I have three different companies watching my cyber security and identity.
The Federal Government had a massive data leak. My data was in that leak, because someone used me as a reference when applying for secret clearance. So a hacker got into the federal government's database, got my data, and now the federal government is paying a cyber security company to keep an eye on my identity.
While working for a big tech company, my insurance company had their records stolen. My records were some of those records that were stolen. That insurance company is paying for another cyber security company to keep an eye on my credit and personal information and make sure they are not being used by nefarious nogoodniks.
I don't really use credit, but I do keep one big-name credit card in my wallet and charge a couple things to it every month, just to keep my credit rating alive and show some activity. A huge data breach included my information, and to help those of us "harmed" by this breach, the big name credit card company is paying a third cyber security company to keep an eye on my personal information and credit details to make sure my data doesn't get used in bad ways.
This is not a solution.
This is putting fingers into the face of a rapidly cracking dam, and hoping to hold back the trillions of gallons of water pushing from the other side.
As long as this data is tasty and transferrable, there will be a market for it. So hackers will find ways into systems run by overworked, tired, and not-up-to-date system administrators.
Someone needs to make consumer data non-transferrable. Everyone has a single unique PGP id, or something, that identifies the account, without identifying the individual.
That one layer of abstraction is all it would take to make the data unpalatable and therefore useless to hack.
Already solved in Estonia with similar mechanisms you are describing. Nobody even needs to pick up a pen to sign a document, and it's more secure than pretending your handwritten signature matters in the slightest. The problem with all reforms in the US is that they can be quashed with a single argument: it will remove jobs. For some reason this will get anyone to vote against a law. Doing such a thing will remove handwriting expert jobs, identity fraud companies, tax preparation organizations (TurboTax and the like), etc, etc, etc. The economic impact would be "disastrous", as would be argued in front of Congress, then boom law is gone.
Estonia has been my fave for many many years now. After the Berlin Wall came down, they got right down to business and modernized everything. They really have the tech side of things nailed. Of course, when you are a country of 1.2m people, it is a whole lot easier to get everyone on the same page. But they are a model that MANY other countries could learn a LOT from.

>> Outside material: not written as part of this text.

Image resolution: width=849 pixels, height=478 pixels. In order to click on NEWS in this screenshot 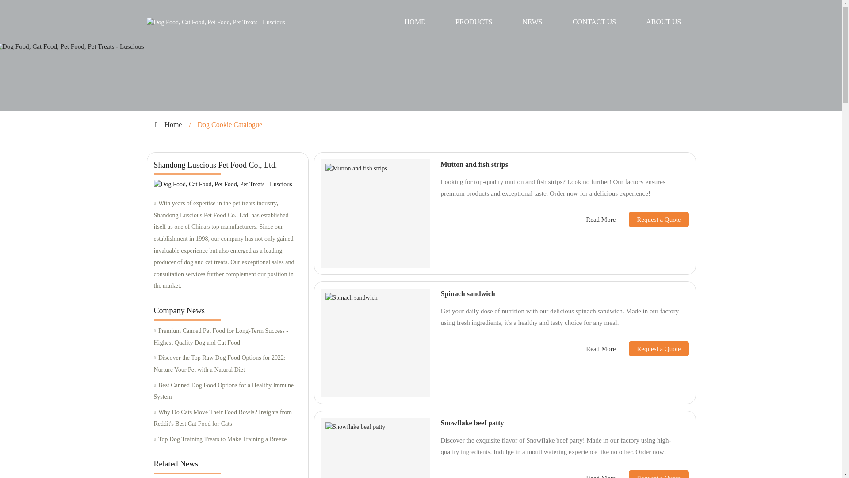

Here are a couple of places to start:
This is amazing. Closest thing I've ever seen to technocracy in the real world. And here I am, making fictional worlds, where seeming science fiction lives on and people embrace it as a fact of life. Amazing. Thanks for sharing the articles. I would've never known, given Russia's biased opinion of the Baltic states.
What makes the data useless to hack is it's largely bullshit. I, too, had three different companies monitoring my identity because three large organizations screwed the pooch. Guess what? not one of them discovered that I moved. The other thing that makes stuff work is the fact that consumers need 100% trust in the system or they won't use it, which means the banks and credit cards will bend over backwards to keep confidence up. That puts the onus on improved security on the guys charging 2.7% on every charge. And I think they, too, know that paying for useless credit monitoring for every man, woman and child with a social security number is no system, either. obviously everyone should rely on cryptocurrency so we've got all that and software bugs too
I don't think any of these cyber security companies "monitoring" my data are actually doing anything at all. I expect they all have the same postal address in Delaware, that is a drop box in the back of a strip mall, and they have 5 employees, none of who have ever met each other. Cyber security companies are total scams. Complete BS.